Towards Proactive Safe Human-Robot Collaborations via Data-Efficient Conditional Behavior Prediction

arXiv.org Artificial Intelligence

We focus on the problem of how we can enable a robot to collaborate seamlessly with a human partner, specifically in scenarios like collaborative manufacturing where prexisting data is sparse. Much prior work in human-robot collaboration uses observational models of humans (i.e. models that treat the robot purely as an observer) to choose the robot's behavior, but such models do not account for the influence the robot has on the human's actions, which may lead to inefficient interactions. We instead formulate the problem of optimally choosing a collaborative robot's behavior based on a conditional model of the human that depends on the robot's future behavior. First, we propose a novel model-based formulation of conditional behavior prediction that allows the robot to infer the human's intentions based on its future plan in data-sparse environments. We then show how to utilize a conditional model for proactive goal selection and path generation around human collaborators. Finally, we use our proposed proactive controller in a collaborative task with real users to show that it can improve users' interactions with a robot collaborator quantitatively and qualitatively.

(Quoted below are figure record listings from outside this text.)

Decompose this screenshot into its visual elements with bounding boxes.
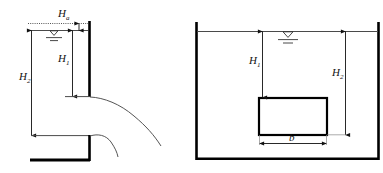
right-water-level-symbol [278, 32, 298, 43]
label-Ha-subscript: a [66, 14, 70, 22]
submerged-rectangular-body [259, 98, 327, 135]
label-H1-right-subscript: 1 [257, 61, 261, 69]
left-water-level-symbol [46, 31, 62, 41]
right-diagram-group: H 1 H 2 b [196, 22, 379, 160]
label-b: b [289, 131, 295, 143]
hydraulics-figure-svg: H a H 1 H 2 [0, 0, 383, 173]
figure-root: H a H 1 H 2 [0, 0, 383, 173]
label-H2-right-subscript: 2 [340, 73, 344, 81]
label-H2-left-subscript: 2 [27, 77, 31, 85]
lower-jet-trajectory [90, 135, 118, 157]
left-diagram-group: H a H 1 H 2 [18, 7, 161, 161]
label-H1-left-subscript: 1 [66, 59, 70, 67]
upper-jet-trajectory [90, 97, 161, 146]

Robust Safe Control with Multi-Modal Uncertainty

arXiv.org Artificial Intelligence

Safety in dynamic systems with prevalent uncertainties is crucial. Current robust safe controllers, designed primarily for uni-modal uncertainties, may be either overly conservative or unsafe when handling multi-modal uncertainties. To address the problem, we introduce a novel framework for robust safe control, tailored to accommodate multi-modal Gaussian dynamics uncertainties and control limits. We first present an innovative method for deriving the least conservative robust safe control under additive multi-modal uncertainties. Next, we propose a strategy to identify a locally least-conservative robust safe control under multiplicative uncertainties. Following these, we introduce a unique safety index synthesis method. This provides the foundation for a robust safe controller that ensures a high probability of realizability under control limits and multi-modal uncertainties. Experiments on a simulated Segway validate our approach, showing consistent realizability and less conservatism than controllers designed using uni-modal uncertainty methods. The framework offers significant potential for enhancing safety and performance in robotic applications.


Safe and Efficient Exploration of Human Models During Human-Robot Interaction

arXiv.org Artificial Intelligence

Many collaborative human-robot tasks require the robot to stay safe and work efficiently around humans. Since the robot can only stay safe with respect to its own model of the human, we want the robot to learn a good model of the human in order to act both safely and efficiently. This paper studies methods that enable a robot to safely explore the space of a human-robot system to improve the robot's model of the human, which will consequently allow the robot to access a larger state space and better work with the human. In particular, we introduce active exploration under the framework of energy-function based safe control, investigate the effect of different active exploration strategies, and finally analyze the effect of safe active exploration on both analytical and neural network human models.